44 vs QJ: Preflop Equity & Odds
| Hand | Win | Tie | Equity |
|---|---|---|---|
| 44 (Pocket Fours) | 50.0% | 0.8% | 50.4% |
| QJ (Queen-Jack) | 49.2% | 0.8% | 49.6% |
Suited vs offsuit: QJ
| Matchup | Win | Tie | Equity |
|---|---|---|---|
| QJs | 51.0% | 0.8% | 51.4% |
| QJo | 48.6% | 0.8% | 49.0% |
How 44 vs QJ unfolds by street
Pocket Fours (44) is still ahead on 60% of flops against QJ, and the lead survives to the turn on 59%. QJ takes the lead on the other 40% of flops. These figures come from full board enumeration, not a simulation.
| Street | 44 still ahead | QJ flipped the lead |
|---|---|---|
| Flop | 60% | 40% |
| Turn | 59% | 41% |
44 vs QJ is a race in the truest sense: made hand now (44) versus the bigger drawing hand (QJ). 44 wins 50.0%, QJ wins 49.2%, and 0.8% of boards chop. The pair is ahead on a blank board but every Queen or Jack flips it, and the connectedness adds straight outs on top — which is why it plays out a hair off 50/50.
Translate that into a decision and it's simple pot-odds math: counting split pots as half, 44 carries 50.4% equity and QJ 49.6%. Against a pot-sized shove you need about 33% to call and about 25% versus a half-pot bet — so QJ is comfortably priced in to get it all-in here.
Because 44 vs QJ is so close, the skill is in avoiding the flip when you don't need it and welcoming it when you do — short-stacked shove/call ranges, bubble pressure, or a juicy pot with antes. Two near-equal hands mean position and initiative postflop matter more than the half-point equity gap.
44 vs QJ FAQ
Who wins 44 vs QJ preflop?
It is close to a coin flip: 44 (Pocket Fours) has the slight edge, winning 50.0% of all runouts to QJ's 49.2%. The remaining 0.8% are split pots. Counting splits as half, 44's preflop equity is 50.4%.
How often does QJ beat 44?
QJ wins 49.2% of the time all-in preflop against 44 — essentially a coin flip, so it is close to even money.
Should you call all-in with QJ against 44?
QJ vs 44 is close to a coin flip (49.2% vs 50.0%), so calling off is correct whenever the pot is laying you a price near even money or you have a tournament reason to gamble. Deep-stacked with no dead money, it's a thinner spot — the edge is too small to commit a big stack without fold equity.
Does 44 hold up against QJ after the flop?
44 is still ahead on 60% of flops and stays ahead through the turn on 59% of boards; QJ takes the lead on the other 40% of flops. These are exact figures from full board enumeration.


What you need to do
A single number is expected: the count of lines in the entries below that contain "footer".

Records to use

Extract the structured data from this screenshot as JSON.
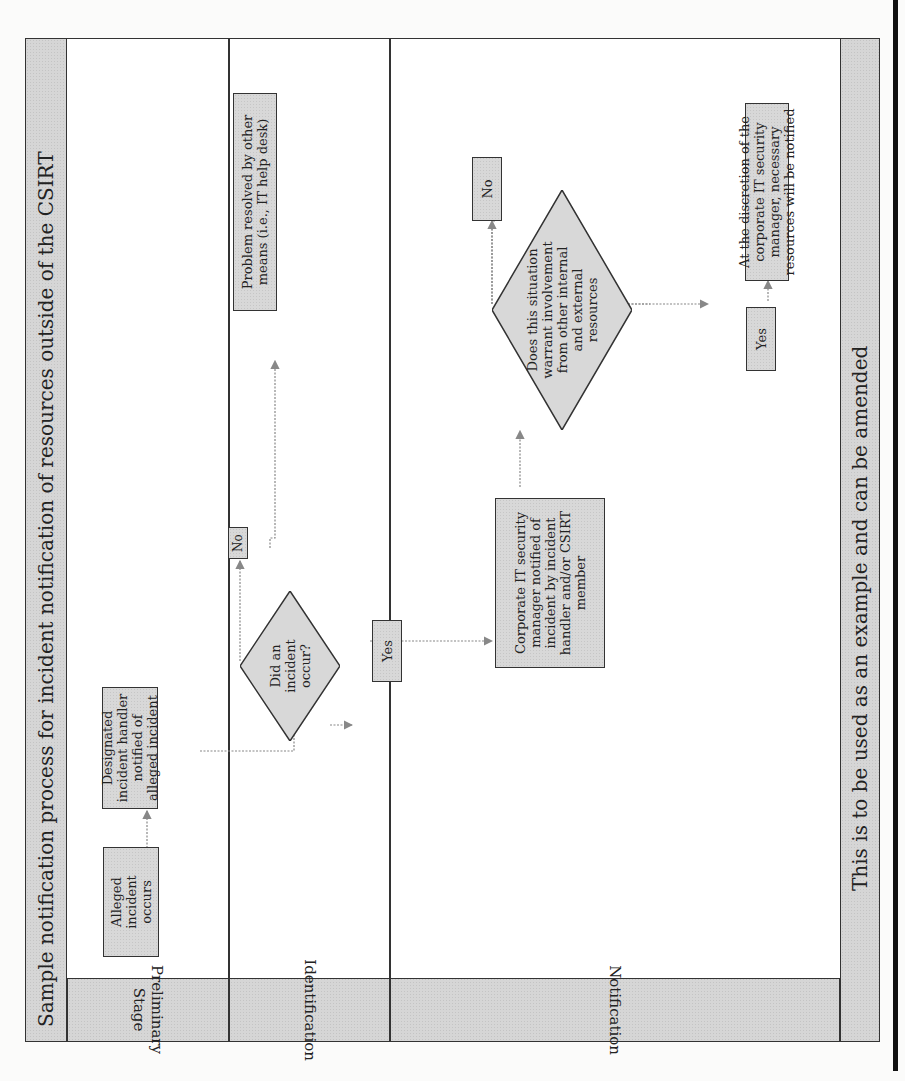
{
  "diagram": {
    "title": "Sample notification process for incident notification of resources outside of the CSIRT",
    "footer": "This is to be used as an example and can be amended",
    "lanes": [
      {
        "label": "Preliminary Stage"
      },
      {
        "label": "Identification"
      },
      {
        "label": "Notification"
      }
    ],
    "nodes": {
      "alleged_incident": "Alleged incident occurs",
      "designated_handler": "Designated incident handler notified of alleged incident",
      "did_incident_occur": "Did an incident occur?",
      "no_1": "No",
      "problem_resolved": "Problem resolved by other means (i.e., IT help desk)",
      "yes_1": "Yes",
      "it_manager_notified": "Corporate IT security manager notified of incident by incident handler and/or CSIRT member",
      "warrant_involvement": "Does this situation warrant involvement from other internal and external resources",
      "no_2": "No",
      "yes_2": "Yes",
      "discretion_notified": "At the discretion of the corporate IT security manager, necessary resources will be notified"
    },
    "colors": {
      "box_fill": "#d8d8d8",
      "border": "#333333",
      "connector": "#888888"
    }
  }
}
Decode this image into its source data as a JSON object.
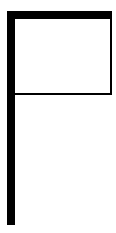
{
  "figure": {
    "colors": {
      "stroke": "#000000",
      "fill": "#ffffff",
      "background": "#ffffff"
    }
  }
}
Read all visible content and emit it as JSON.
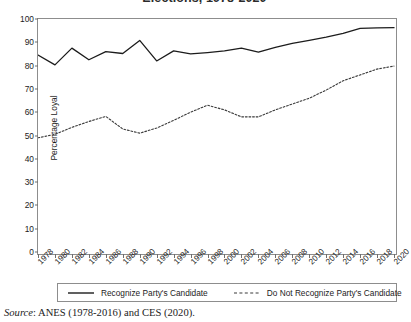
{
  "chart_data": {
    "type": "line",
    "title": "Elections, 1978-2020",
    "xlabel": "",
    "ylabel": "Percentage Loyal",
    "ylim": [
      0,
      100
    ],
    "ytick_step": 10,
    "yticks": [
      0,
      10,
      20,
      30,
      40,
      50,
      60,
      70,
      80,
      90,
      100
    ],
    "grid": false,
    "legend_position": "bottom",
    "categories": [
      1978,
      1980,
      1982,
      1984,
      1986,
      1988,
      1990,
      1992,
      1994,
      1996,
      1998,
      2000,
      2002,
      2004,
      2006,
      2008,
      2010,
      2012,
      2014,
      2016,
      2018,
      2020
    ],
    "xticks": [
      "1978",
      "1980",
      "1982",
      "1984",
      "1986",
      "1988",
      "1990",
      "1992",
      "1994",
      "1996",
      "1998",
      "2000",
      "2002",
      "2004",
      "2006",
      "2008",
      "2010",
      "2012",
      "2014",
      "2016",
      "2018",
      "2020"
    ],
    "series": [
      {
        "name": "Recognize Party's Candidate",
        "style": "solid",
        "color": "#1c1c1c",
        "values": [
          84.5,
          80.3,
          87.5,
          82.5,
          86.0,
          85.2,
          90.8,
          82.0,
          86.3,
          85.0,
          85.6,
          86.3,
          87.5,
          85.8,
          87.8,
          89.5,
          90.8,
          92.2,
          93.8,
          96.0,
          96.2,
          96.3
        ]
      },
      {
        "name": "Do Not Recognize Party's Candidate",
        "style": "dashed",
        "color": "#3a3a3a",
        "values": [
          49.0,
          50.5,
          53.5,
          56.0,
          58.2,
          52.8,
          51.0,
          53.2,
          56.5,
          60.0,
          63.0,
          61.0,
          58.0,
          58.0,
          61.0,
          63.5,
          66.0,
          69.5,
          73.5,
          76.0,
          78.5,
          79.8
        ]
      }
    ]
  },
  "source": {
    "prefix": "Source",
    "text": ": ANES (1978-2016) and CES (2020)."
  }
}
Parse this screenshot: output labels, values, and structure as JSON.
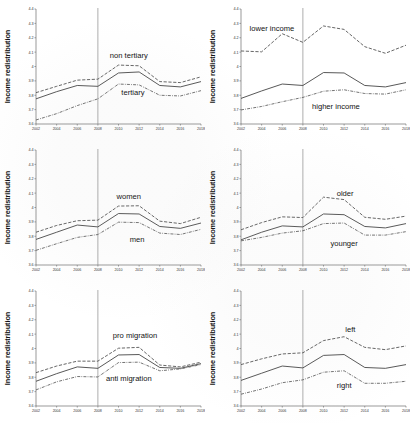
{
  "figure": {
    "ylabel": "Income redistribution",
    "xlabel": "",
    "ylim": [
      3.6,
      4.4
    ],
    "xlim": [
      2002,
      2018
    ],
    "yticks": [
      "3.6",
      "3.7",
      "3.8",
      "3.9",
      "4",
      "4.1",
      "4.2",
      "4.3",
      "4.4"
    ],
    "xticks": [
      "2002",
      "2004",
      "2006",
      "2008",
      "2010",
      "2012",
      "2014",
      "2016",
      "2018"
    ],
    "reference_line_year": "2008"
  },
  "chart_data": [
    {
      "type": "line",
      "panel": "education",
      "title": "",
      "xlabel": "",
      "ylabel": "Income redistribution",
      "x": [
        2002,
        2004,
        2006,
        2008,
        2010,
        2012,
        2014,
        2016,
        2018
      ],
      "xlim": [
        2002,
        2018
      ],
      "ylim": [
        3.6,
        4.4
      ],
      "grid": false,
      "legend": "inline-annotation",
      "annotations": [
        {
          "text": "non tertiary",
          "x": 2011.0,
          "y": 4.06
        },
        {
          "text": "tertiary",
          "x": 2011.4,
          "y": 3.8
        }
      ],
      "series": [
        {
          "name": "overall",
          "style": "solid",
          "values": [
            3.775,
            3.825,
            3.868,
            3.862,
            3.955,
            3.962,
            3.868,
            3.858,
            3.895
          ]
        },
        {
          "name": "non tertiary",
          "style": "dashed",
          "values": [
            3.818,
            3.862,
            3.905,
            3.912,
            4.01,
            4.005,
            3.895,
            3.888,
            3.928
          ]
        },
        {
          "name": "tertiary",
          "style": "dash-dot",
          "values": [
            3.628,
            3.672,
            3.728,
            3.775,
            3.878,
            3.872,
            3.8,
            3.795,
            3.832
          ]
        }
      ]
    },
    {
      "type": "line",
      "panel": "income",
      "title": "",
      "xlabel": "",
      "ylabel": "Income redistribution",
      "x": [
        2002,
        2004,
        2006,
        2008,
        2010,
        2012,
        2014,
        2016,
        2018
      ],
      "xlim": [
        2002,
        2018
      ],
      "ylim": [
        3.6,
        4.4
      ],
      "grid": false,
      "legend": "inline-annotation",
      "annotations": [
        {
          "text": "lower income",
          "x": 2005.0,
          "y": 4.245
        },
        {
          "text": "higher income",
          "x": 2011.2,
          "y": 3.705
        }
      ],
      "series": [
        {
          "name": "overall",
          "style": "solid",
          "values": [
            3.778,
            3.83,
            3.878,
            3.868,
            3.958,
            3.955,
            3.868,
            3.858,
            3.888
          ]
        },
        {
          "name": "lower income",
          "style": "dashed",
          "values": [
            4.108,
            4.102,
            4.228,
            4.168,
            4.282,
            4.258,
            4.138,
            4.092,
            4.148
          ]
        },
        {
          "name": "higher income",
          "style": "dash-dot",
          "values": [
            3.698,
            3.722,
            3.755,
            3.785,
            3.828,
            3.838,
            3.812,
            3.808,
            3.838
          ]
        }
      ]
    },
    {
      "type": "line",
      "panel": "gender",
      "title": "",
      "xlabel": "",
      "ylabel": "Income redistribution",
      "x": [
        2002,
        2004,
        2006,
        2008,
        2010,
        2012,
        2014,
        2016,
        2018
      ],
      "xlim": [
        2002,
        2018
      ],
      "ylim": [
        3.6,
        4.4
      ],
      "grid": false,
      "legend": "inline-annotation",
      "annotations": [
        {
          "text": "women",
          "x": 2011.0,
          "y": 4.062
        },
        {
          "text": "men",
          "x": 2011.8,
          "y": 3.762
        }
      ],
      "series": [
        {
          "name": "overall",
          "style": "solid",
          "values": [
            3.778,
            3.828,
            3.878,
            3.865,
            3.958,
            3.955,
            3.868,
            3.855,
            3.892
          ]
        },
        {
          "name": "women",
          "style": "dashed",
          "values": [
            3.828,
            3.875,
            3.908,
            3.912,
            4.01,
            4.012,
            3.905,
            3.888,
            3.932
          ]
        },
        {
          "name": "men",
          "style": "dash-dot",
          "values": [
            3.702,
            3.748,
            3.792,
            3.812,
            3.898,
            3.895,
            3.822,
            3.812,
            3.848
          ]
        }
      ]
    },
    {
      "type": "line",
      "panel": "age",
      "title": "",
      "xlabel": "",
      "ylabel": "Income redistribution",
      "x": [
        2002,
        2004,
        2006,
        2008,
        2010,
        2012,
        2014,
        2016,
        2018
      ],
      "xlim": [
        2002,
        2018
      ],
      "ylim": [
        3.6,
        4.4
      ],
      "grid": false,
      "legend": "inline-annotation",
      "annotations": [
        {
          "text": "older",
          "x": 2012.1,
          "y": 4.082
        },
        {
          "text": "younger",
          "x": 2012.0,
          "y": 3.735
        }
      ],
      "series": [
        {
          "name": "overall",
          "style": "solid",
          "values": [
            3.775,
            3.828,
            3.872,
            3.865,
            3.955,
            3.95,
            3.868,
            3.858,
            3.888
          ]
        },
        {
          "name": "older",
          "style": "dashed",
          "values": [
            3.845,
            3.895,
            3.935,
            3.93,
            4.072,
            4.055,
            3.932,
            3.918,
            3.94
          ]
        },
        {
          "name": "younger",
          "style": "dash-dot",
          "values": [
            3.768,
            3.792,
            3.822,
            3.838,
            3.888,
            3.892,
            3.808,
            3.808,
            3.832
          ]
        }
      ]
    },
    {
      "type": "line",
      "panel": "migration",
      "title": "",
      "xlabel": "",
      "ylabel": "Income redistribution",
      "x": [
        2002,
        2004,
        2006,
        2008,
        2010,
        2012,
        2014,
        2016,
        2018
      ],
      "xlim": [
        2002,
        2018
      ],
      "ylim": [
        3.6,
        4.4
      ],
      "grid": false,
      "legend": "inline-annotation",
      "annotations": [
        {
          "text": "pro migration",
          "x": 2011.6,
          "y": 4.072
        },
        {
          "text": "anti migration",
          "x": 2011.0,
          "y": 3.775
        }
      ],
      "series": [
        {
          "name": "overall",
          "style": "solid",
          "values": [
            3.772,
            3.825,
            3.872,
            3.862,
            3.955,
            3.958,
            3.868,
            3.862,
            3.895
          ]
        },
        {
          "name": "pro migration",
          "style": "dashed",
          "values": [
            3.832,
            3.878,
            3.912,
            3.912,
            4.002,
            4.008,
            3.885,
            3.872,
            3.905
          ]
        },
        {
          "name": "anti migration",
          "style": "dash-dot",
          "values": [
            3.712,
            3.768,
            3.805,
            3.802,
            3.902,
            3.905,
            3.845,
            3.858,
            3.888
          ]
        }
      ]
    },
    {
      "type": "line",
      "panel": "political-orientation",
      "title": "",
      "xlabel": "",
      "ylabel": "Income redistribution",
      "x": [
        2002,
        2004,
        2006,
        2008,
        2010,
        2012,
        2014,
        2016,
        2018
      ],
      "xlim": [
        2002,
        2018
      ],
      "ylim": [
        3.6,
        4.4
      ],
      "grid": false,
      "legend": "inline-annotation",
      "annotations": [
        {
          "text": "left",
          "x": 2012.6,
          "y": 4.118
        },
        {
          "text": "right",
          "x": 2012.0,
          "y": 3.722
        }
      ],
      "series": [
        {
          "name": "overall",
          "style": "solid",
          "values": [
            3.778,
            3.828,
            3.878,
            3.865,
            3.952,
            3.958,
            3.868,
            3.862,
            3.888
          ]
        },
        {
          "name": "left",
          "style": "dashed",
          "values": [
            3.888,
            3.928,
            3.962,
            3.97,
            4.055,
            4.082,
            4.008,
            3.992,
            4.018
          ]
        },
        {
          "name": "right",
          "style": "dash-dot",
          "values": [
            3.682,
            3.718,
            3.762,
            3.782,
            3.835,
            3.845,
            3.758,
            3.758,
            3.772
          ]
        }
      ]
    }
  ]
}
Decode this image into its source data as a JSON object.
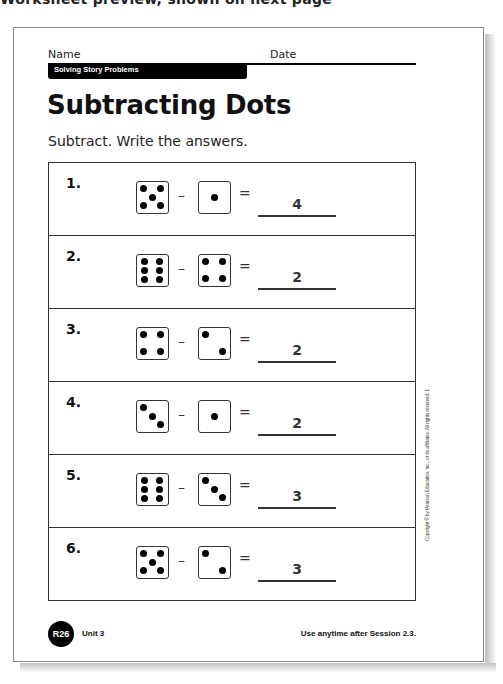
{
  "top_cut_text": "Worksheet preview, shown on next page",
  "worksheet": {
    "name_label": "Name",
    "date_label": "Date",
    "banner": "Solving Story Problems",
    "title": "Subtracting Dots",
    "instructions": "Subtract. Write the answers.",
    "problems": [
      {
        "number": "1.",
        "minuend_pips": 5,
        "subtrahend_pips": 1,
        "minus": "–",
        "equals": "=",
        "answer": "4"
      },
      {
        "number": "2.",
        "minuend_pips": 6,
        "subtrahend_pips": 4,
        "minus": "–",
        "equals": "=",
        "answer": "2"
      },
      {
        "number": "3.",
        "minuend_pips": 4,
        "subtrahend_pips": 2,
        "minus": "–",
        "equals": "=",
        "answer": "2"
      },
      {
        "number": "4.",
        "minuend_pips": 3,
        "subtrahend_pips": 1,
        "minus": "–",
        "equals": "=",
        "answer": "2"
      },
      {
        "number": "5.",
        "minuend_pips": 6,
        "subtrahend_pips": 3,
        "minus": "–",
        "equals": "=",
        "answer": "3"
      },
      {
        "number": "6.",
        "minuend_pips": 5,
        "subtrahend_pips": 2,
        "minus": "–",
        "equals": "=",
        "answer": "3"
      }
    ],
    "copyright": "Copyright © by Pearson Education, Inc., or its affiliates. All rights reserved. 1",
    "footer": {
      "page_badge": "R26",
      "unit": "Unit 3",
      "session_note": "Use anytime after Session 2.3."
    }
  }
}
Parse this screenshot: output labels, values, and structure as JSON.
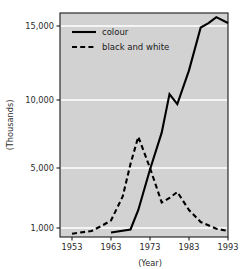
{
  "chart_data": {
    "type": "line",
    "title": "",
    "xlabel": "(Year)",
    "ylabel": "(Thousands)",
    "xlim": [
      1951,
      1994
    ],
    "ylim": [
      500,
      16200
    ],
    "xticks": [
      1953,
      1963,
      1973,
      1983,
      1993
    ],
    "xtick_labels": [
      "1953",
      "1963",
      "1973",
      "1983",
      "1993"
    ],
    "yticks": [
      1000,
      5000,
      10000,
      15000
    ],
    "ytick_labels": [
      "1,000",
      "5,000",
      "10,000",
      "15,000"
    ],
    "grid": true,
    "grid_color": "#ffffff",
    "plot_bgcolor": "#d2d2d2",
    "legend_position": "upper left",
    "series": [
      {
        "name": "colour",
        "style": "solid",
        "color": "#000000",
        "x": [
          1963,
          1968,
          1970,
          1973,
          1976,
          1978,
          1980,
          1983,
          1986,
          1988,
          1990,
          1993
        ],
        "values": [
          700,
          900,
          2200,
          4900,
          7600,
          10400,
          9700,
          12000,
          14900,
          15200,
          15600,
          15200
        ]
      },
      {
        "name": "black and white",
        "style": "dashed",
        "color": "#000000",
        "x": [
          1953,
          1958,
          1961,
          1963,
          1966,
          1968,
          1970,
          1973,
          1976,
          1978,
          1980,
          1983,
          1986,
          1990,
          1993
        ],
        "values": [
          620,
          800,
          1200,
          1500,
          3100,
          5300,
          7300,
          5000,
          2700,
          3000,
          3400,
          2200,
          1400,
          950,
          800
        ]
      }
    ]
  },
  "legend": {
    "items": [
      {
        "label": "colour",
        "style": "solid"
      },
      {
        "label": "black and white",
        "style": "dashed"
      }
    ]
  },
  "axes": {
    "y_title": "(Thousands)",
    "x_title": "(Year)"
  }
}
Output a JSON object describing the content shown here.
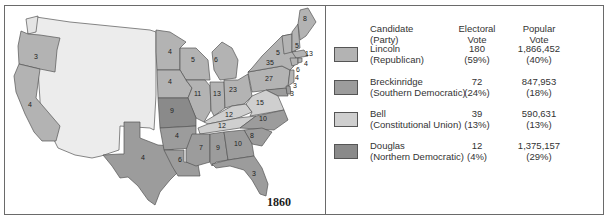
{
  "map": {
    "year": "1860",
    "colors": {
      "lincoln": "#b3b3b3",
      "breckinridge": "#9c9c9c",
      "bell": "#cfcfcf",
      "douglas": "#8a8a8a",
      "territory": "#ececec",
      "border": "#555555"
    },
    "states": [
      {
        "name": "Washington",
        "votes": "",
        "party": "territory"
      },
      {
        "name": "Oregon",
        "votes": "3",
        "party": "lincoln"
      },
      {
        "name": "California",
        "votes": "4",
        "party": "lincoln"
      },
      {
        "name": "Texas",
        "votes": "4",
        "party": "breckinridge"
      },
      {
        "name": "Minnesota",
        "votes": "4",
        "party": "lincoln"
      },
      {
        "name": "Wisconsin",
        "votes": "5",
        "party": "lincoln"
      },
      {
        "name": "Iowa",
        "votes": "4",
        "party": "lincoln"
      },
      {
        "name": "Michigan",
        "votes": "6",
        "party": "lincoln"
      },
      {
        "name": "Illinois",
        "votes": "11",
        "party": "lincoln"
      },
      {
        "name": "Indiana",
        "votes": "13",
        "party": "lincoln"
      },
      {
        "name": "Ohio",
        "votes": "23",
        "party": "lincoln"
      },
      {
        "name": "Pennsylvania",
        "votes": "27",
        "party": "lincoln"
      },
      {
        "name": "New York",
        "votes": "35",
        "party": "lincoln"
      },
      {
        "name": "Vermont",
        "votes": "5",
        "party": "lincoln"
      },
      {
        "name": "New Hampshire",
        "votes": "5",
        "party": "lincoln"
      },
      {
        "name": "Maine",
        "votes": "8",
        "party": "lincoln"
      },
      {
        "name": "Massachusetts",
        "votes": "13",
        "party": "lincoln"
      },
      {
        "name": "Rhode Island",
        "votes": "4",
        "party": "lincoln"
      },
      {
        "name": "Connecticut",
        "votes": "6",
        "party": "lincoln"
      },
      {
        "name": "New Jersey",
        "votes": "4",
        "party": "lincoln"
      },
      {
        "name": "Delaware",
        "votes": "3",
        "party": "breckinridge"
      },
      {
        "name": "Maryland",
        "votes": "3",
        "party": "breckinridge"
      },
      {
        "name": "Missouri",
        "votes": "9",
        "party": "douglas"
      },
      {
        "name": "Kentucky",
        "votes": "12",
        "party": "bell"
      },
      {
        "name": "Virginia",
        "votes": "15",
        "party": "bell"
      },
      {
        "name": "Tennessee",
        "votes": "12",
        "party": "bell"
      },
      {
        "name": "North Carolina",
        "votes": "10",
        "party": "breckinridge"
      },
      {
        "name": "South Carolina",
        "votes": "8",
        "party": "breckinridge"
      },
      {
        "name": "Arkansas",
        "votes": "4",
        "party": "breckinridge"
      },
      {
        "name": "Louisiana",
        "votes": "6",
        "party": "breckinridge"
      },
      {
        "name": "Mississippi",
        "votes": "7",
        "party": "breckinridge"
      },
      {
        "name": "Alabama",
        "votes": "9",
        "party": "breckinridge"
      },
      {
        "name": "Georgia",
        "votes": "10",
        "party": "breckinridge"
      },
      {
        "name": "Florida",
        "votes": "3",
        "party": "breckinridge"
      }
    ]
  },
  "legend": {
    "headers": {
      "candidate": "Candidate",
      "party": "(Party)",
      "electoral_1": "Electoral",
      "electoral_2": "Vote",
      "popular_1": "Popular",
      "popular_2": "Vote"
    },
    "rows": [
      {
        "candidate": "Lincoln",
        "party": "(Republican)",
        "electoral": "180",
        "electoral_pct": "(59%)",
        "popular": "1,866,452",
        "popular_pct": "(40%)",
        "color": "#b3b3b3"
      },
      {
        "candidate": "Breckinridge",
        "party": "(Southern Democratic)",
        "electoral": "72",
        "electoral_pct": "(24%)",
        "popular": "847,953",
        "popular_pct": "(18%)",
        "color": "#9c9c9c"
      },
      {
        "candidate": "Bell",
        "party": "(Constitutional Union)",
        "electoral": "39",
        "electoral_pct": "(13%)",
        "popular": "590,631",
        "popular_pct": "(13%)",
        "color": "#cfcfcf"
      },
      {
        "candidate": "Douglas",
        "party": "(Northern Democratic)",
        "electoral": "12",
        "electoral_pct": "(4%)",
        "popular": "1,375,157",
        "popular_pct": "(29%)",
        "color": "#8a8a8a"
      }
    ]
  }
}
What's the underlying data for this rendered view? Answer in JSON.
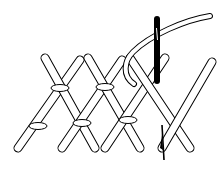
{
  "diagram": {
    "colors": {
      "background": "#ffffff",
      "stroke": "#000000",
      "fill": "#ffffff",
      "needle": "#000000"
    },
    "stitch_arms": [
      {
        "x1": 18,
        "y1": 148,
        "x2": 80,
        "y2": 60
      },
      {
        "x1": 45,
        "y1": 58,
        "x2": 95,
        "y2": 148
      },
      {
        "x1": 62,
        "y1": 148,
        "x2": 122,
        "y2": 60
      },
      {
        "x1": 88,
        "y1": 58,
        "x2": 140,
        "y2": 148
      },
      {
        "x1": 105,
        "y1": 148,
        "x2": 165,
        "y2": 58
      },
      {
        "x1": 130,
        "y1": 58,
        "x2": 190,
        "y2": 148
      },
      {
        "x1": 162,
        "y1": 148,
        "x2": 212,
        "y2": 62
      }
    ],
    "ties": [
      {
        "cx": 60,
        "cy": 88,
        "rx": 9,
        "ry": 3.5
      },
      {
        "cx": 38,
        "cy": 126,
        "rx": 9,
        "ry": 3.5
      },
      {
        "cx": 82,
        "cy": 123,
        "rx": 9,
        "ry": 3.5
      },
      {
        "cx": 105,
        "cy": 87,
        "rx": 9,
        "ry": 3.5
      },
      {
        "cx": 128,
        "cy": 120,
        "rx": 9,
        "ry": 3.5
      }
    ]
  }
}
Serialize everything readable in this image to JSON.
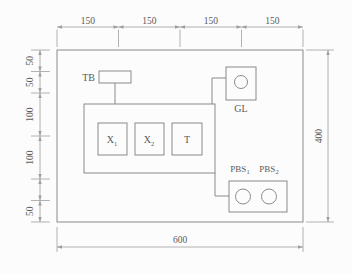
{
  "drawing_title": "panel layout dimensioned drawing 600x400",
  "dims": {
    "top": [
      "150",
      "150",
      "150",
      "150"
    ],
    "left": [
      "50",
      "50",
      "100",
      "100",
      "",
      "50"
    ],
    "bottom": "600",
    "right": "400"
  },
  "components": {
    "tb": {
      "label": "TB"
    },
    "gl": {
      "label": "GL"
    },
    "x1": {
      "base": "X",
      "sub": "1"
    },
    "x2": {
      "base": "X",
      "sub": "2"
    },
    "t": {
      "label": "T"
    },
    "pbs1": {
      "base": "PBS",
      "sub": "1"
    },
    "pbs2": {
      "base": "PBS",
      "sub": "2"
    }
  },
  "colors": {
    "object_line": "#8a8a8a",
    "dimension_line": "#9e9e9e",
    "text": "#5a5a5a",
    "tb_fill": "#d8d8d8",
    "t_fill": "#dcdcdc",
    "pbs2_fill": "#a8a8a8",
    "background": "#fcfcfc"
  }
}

Written reply
2